You should check out

https://knowledge.autodesk.com/support/revit-products/troubleshooting/caas/sfdcarticles/sfdcarticles...

 

That said, with regard to your projects, how small is small? The system has plenty of memory and storage, but the CPU and graphics are a concern:

 

1.8 GHz is on the slow end, especially for rendering. When Autodesk says "CPU as fast as you can afford" the goal is usually in the 3.0 GHz range.

 

"Intel integrated graphics" is another. As I understand it, this means that the graphics card shares system memory with running apps, as opposed to having its own dedicated memory, as with nVidia or ATI graphics cards.
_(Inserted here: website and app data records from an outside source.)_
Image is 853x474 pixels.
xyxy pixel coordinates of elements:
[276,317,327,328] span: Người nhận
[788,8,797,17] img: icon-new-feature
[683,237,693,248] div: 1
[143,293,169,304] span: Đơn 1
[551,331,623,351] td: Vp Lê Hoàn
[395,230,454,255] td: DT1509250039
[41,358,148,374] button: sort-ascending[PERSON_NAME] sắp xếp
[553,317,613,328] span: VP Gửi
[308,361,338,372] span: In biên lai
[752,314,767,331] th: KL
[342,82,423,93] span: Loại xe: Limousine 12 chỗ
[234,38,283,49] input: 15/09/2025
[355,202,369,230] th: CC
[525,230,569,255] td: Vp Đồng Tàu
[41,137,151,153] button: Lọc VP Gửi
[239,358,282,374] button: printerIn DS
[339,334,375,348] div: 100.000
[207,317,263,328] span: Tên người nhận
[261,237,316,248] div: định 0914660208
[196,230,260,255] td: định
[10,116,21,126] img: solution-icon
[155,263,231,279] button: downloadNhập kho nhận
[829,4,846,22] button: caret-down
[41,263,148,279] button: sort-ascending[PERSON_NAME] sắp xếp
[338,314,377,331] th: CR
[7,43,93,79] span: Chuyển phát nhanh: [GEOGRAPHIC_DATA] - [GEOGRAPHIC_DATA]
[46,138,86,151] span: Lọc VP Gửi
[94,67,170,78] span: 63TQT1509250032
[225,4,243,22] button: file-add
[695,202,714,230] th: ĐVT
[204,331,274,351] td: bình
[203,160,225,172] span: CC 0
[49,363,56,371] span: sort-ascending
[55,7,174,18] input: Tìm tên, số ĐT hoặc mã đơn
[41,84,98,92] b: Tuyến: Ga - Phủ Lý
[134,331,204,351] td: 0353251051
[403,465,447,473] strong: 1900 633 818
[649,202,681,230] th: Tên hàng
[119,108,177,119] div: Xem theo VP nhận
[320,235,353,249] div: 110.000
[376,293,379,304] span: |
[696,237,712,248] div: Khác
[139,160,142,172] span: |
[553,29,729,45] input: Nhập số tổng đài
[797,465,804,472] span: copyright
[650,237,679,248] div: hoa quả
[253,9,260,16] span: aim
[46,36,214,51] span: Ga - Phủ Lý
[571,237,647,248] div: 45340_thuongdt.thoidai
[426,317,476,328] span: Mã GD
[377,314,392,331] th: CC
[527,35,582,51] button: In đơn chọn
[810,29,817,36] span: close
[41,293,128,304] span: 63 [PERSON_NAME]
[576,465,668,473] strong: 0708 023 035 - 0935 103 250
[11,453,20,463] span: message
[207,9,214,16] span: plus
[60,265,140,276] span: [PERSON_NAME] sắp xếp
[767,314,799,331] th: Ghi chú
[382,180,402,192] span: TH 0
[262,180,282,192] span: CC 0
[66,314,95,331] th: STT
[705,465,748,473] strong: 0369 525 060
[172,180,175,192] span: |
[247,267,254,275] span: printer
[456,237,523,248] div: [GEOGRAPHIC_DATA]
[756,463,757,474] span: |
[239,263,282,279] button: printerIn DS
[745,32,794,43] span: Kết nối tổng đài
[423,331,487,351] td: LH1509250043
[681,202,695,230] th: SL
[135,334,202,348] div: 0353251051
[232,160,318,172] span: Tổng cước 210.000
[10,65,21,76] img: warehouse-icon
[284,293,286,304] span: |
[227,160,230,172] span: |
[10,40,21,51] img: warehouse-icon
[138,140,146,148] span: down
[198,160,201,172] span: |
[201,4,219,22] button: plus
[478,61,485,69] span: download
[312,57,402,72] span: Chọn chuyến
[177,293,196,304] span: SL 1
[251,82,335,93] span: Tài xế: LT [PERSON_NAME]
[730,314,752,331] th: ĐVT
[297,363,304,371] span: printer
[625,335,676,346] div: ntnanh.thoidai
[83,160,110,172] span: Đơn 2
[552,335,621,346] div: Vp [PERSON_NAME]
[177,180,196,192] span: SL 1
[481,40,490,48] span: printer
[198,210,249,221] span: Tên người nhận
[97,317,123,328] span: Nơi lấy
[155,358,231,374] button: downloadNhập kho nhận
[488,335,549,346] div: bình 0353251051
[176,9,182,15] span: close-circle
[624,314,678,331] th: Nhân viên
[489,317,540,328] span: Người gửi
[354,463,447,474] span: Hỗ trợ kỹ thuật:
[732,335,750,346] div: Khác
The result would be less fluid real-time rotations, especially in Realistic visual style, and perhaps sluggishness in other modes. (I advise my university students to avoid integrated graphics.)

Nachricht 3 von 5
Anonymous
als Antwort auf: bill_gilliss

Bill,

 

Thank you for the thorough and quick response! I will be using Revit primarily for residential projects. A couple of questions:

 

  1. I am perplexed by the Turbo Boost GHz number at the following site: https://ark.intel.com/content/www/us/en/ark/products/122589/intel-core-i7-8550u-processor-8m-cache-u... . It notes that the turbo boost max is 4.0 GHz, which I assumed would be sufficient unless I'm not understanding this correctly (see below for definition). Would the "Max turbo frequency" of 4.0 GHz be sufficient?
    1. "Max turbo frequency is the maximum single core frequency at which the processor is capable of operating using Intel® Turbo Boost Technology and, if present, Intel® Thermal Velocity Boost. Frequency is measured in gigahertz (GHz), or billion cycles per second."
  2. The following site lists the graphics card with this laptop as a "Tier 1." https://picknotebook.com/blog/best-laptop-revit/ . Not the best, but not the worst either. Thoughts?

 

-Keith

Nachricht 4 von 5
bill_gilliss
als Antwort auf: Anonymous

Keith -

I regret to say that I do not know exactly what Turbo Boost means or
does. It SOUNDS great -- what's not to like? -- so I guess my question
would be: does the HP you are looking at actually make use of this
processor capability? There should be an indication somewhere down in
the system specs if so. Or -- call HP.

Good hunting!

- Bill
Nachricht 5 von 5
ToanDN
als Antwort auf: Anonymous

The CPU is fine. But the video card is very slow, relatively. I would go with something with nVidia or AMD. 2-in-1 is not an issue in itself, but the form factor may limit upgrading in the future.